At a press conference earlier in the day,

James McBride

, author of the

Miracle at St. Anna

novel - and writer of the screenplay - said he hoped the film would pay tribute to other forgotten heroes of the war.

"It needs to be said that while

Miracle at St. Anna

is about the 92d Division, about the struggles of the African American soldier, the Italian story in this . . . is very important. The Italians suffered terribly during World War II, and they have been portrayed stereotypically in our media and in our movies as the little partisans with the little guns waiting for the great Americans to come and save them.

"When, in fact, the Italians did a great deal to save themselves."

Miracle

was shot last fall, mostly on location in Tuscany, and in the fabled Cinecittà Studios in Rome - "a studio built by

Mussolini

," Lee notes with no little irony. One of the hardest scenes to watch is one depicting the Nazi massacre of hundreds of villagers in the piazza of the title town, Sant' Anna di Stazzema.

"It was very difficult," Lee says. "We shot that at the actual place where the massacre occurred. In this small village in Tuscany, where on Aug. 12, 1944, the Nazis - specifically the 16th division SS - slaughtered 560 innocent Italian civilians, made up mostly of elderly men and women, and children.
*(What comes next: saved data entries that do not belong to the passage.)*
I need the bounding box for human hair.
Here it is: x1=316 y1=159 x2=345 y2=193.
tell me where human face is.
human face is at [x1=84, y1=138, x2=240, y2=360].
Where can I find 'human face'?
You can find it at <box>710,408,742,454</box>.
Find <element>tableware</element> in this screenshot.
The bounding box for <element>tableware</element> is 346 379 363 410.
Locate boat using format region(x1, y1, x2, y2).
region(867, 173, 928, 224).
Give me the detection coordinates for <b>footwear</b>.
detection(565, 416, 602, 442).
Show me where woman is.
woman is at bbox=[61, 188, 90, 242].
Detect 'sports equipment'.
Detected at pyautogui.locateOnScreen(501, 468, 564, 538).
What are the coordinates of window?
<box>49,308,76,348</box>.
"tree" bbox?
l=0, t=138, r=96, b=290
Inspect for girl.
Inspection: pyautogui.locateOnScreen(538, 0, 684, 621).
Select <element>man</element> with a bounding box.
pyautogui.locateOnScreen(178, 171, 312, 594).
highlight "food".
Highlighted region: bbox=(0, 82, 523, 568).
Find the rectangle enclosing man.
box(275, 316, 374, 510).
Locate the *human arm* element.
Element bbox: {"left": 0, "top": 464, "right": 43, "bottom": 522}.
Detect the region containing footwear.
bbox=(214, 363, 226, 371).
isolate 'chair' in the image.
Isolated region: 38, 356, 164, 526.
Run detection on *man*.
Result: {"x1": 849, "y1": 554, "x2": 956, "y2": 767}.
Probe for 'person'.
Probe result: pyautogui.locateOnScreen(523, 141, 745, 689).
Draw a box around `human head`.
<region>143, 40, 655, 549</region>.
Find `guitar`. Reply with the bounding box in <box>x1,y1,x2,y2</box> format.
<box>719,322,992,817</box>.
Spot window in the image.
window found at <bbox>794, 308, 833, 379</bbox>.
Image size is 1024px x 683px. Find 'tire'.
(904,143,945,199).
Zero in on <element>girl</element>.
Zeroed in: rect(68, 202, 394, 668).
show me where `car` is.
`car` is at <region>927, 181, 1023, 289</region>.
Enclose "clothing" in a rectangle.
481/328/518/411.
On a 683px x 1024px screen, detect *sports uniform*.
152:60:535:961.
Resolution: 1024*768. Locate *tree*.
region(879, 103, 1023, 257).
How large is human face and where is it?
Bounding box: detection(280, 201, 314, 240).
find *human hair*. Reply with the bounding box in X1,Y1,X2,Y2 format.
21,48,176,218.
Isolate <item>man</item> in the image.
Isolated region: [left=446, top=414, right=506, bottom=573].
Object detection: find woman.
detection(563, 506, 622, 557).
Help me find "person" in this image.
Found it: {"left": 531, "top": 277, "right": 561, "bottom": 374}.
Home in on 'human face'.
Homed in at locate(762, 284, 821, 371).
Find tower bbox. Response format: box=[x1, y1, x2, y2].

"And we shot at the same exact place . . . and it was spooky. Everybody, cast and crew, felt the spirits, the souls, of those people that were murdered."

Lee has had a difficult time getting financing for his projects lately. Production on

Miracle

was announced in Rome in July 2007 as a fait accompli. "But we didn't have one euro. Not a dime. We willed this film into being . . . ."

In his introduction to the

Miracle at St. Anna

companion book published by Rizzoli, Lee writes about the struggles to get two of his big projects going: a drama about the 1992 Los Angeles riots and a biopic of soul titan

James Brown

.

Even with the success of

Inside Man

, his 2006

Denzel Washington

/

Clive Owen

/

Jodie Foster

heist hit (there's a sequel planned), funding has not been forthcoming.

"If it's not a comic book, superhero stuff, and if you don't have a big star attached, it's not a good environment for these types of films to be made," he says. Still,

L.A. Riots

, he hopes, will be next on his slate. And he's been talking to

Wesley Snipes

about playing the Godfather of Soul.

From Toronto, Lee was heading home to New York and then on to France, where he was to be the subject of a career retrospective at the (just-ended) Deauville Film Festival. He winces when he thinks about

She's Gotta Have It

, the low-budget 1986 pic that put him on the filmmaking map ("crude and naive" he says). But generally he feels pretty good about his body of work. And he was looking forward to this trip to France.

"They've arranged a tour for me of Normandy," he reports, "and I'm going to be shown the grave sites of some of the African American soldiers who died on D-Day with the invasion of Normandy.

"I've never been there, and I want to be there."